What traders watch for
Supreme Leader Khamenei's health developments and Assembly of Experts signals regarding succession timeline and preferred candidates
Major geopolitical escalation, regional conflict, or international crisis triggering internal regime instability and succession pressure
Constitutional amendment proposals or parliamentary efforts to restructure executive authority within the Islamic Republic
Factional power struggles within Iran's military, intelligence, and clerical establishments affecting regime unity and succession mechanics
Ghalibaf's public positioning, political alliances, and maneuvering within the Majlis and broader regime hierarchy
How does this market resolve?
Market resolves YES if Mohammad-Bagher Ghalibaf holds the office of head of state in Iran (Supreme Leader or equivalent highest executive authority) on December 31, 2026. Resolves NO if any other individual holds the position or Ghalibaf does not hold the office.

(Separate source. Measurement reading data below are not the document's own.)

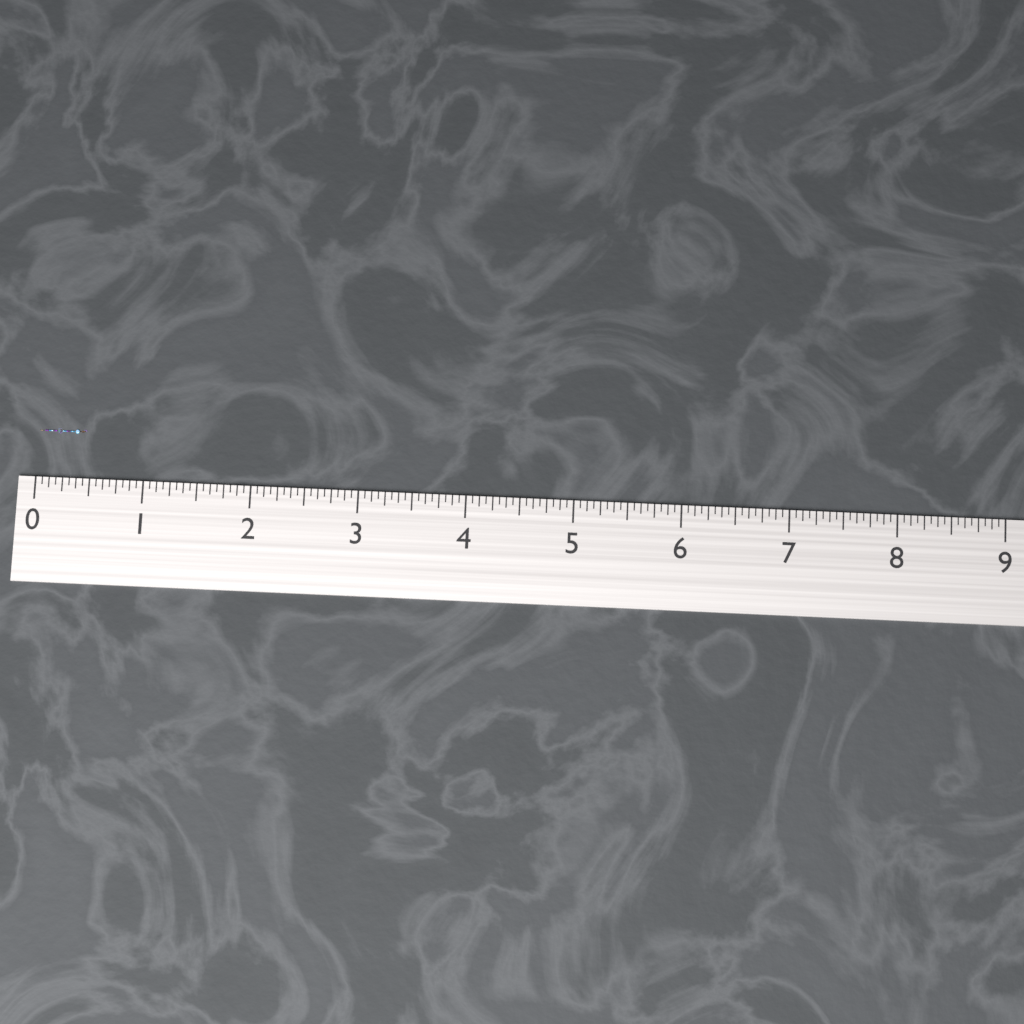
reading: 0.4375 (no unit)
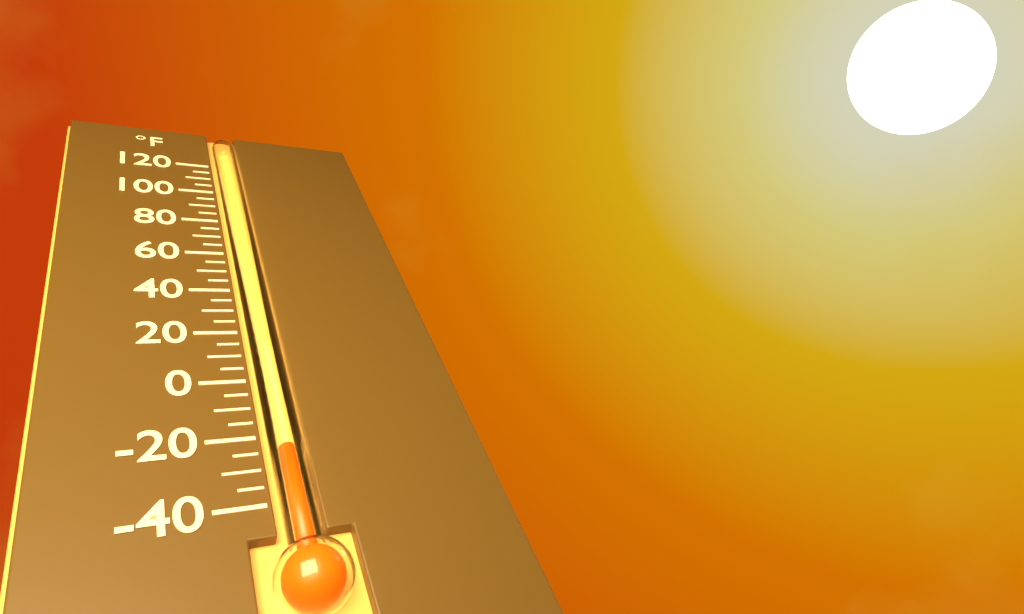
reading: -25 °F
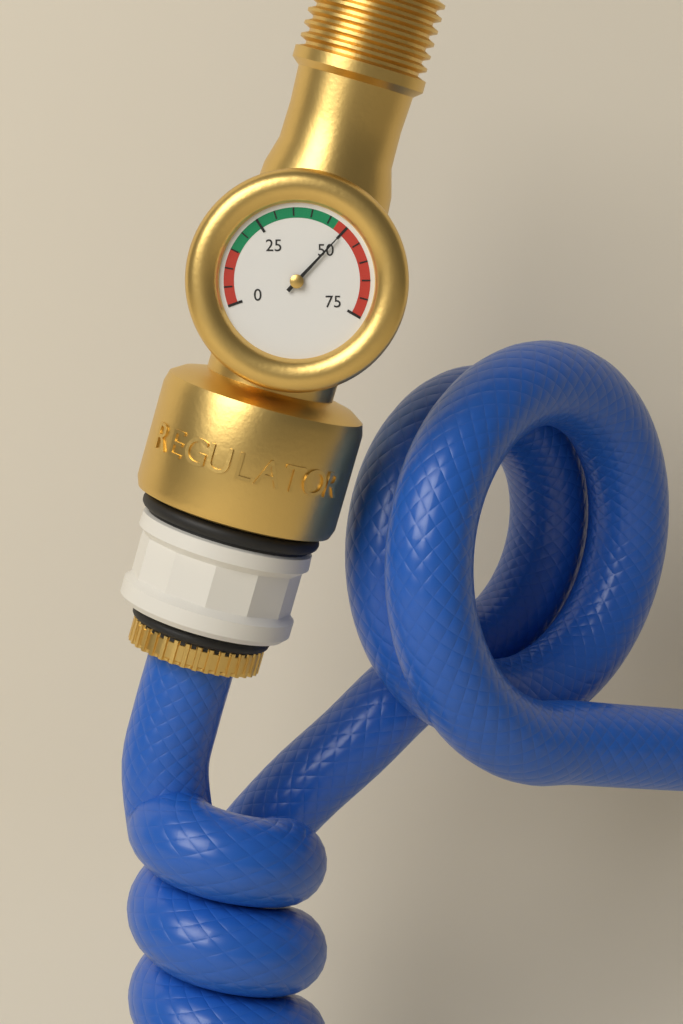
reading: 50 (no unit)
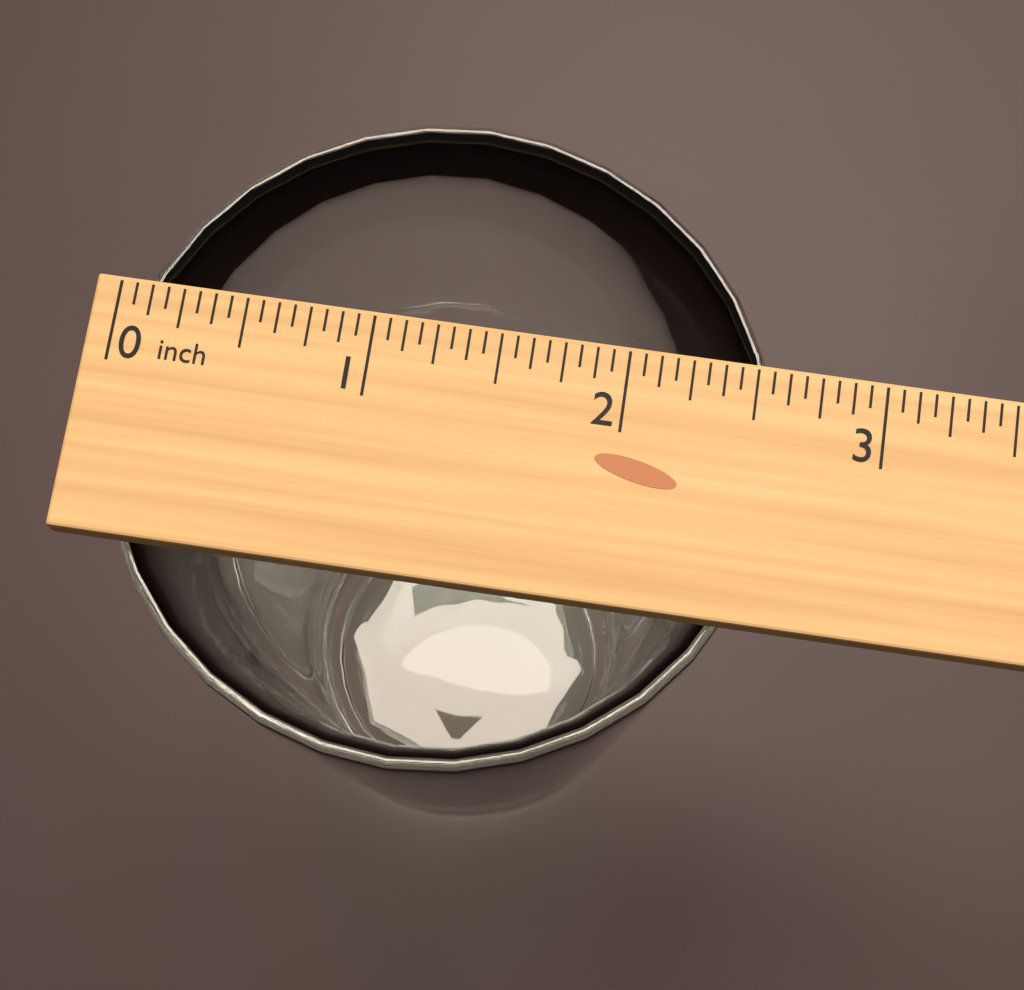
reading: 2.6250 inch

Prediction markets aggregate trader expectations into real-time probability estimates. On Polymarket Trade, every market question resolves YES or NO based on a specific event outcome; traders buy shares of the side they believe will resolve positively. Prices range 0¢ (certain no) to 100¢ (certain yes) and naturally reflect the crowd-implied probability of YES. This page summarizes the market state for readers arriving from search; for live trading (place orders, see order book depth, execute a trade) open the full interactive page linked above.